In 2004, the state government revealed plans for a $34.5 million redevelopment of Redfern Station. A year later the plans were put on hold — it turned out the money had never been budgeted. In 2017, after many more promises and proposals, the station remains untouched.
Redfern station’s oft promised redevelopment is emblematic of Sydney’s public transport planning. Promises are made without secured funding, and multimillion dollar studies are undertaken and never acted on. What results is a long neglected station with poor disability access that is struggling to cope with growing patronage. Redfern Station was Sydney’s first City’s rail terminus (connected to a long gone tram network) before Central was built in the early twentieth century. As a result of this historical legacy, all but one of Sydney’s main train lines run through the station, and consequently it is the sixth busiest in the Sydney Trains network. Due to growth of USyd and the nearby area, its usage has nearly doubled during the last decade, from 16,000 passengers a day in 2005 to 30,000 in 2016.

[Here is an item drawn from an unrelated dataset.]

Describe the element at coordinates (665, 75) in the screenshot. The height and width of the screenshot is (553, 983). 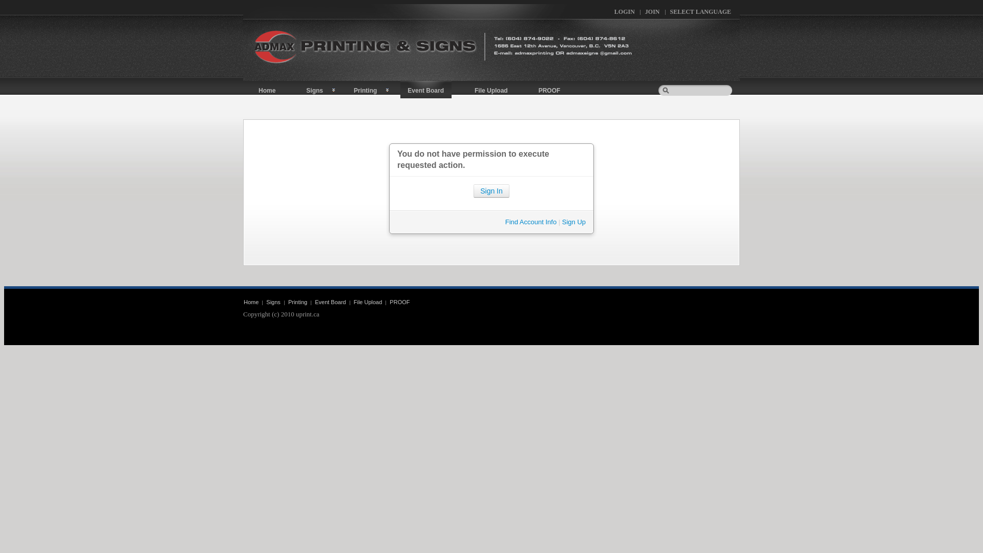
I see `Search` at that location.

Given the need for station improvements, local community groups including RedWatch have been running campaigns for years to spur the government into action. Lift Redfern, an amalgamation of community groups, has circulated a petition with over 11,500 signatures calling for improved disability access at the station. Despite being one of the busiest stations in the network, only two of the twelve platforms have lifts. As Lift Redfern has publicised, “Redfern/Waterloo is home to one of the highest populations of social housing communities many of whom are elderly and frail”. Under federal law Redfern Station should be totally compliant with disability standards by 2022, but the state government has not made plans to achieve this goal publicly available.
40 per cent of USyd students use the station to commute to campus, and the University expects the student population to increase by 26,000 to 75,000 in the next two decades. Director of campus infrastructure services Greg Robinson has labeled Redfern Station “inadequate” while lobbying the state government unsuccessfully for light rail and metro, according to the Sydney Morning Herald. In 2015 the University lost out to Waterloo for a new metro station as part of the second harbour crossing, and the proposed West Metro is unlikely to go anywhere near the University. Three years prior, in 2012 UNSW prevailed over USyd for a light rail link. More recently, the state government has canceled light rail planning for Parramatta Road (and given Labor’s lack of support) it is unlikely to happen anytime soon. Given the absence of planned alternative transport options for the University, Redfern Station looks set to become increasingly important.
Previous government studies (obtained by the RedWatch community organisation under freedom of information laws) have shown that Redfern’s capacity and accessibility could be increased while preserving its heritage. The original entrances on Lawson Street could be closed, and a modern concourse with two staircases and lifts to every platform (removing the bottlenecks of the old cramped stairs) built at the opposite southern end of the platforms. The new concourse would have an eastern entrance at Gibbons Park near the apartment towers, and a western entrance at a pedestrianised Little Eveleigh Street or Ivy Lane. This western entrance would provide a direct walk to campus and pedestrian access far less cramped than Lawson Street. As University of Sydney Professor of Transport Engineering David Levinson notes on the Transportist website, the western entrance would reduce backtracking and save at least a few minutes of walking to campus.
Numerous upgrade plans have been announced for Redfern over the last seventeen years, yet none have come to fruition. At times it was because public transport funding had been cut in favour of user-pays toll roads, while in other cases it was due to state governments prioritising the necessary development of public transport mega projects over improving existing infrastructure.
The catalogue of failures is long. The 2001 ‘Christie Report’, authored by then Coordinator-General of Rail Ron Christie, set out plans for a $30 million “capacity enhancing” upgrade needed to “modernise the aging facilities” and cater for projected “significant increases in demand” by 2006. In 2005, the Carr government announced it planned to redevelop Redfern Station when the second harbour crossing to Chatswood was built. It never was. In 2006, Premier Morris Iemma approved some studies for Redfern station, but largely focussed on his proposed rapid transit rail network that bypassed Redfern. That too was never built. The Redfern Waterloo Authority promised to fast-track the Redfern Station upgrade by 2011. Instead, that was the year of the Authority’s dissolution. In 2010, plans were put to Treasury for a three year redevelopment of Redfern Station to begin the next year. In 2015 when the Baird government opted for a metro station at Waterloo, it also promised investigations on the redevelopment of Redfern station. Proceeds from the sale of the neighbouring Australian Technology Park were promised for funding local infrastructure including the station redevelopment, yet two years later that commitment does not appear on the government Urban Growth development agency’s website project website (although it still appears on their publicly accessible archived site). The upgrade of Redfern Station is the Urban Growth’s number one priority for the area but it is “subject to funding and Government commitments” that have not yet been made. Transport Minister Andrew Constance recently told the Herald that in regard to Redfern Station “further transport solutions would only be considered once the necessary planning work has been done”. But after nearly two decades of planning one wonders how much further study will be needed for an upgrade to ever occur.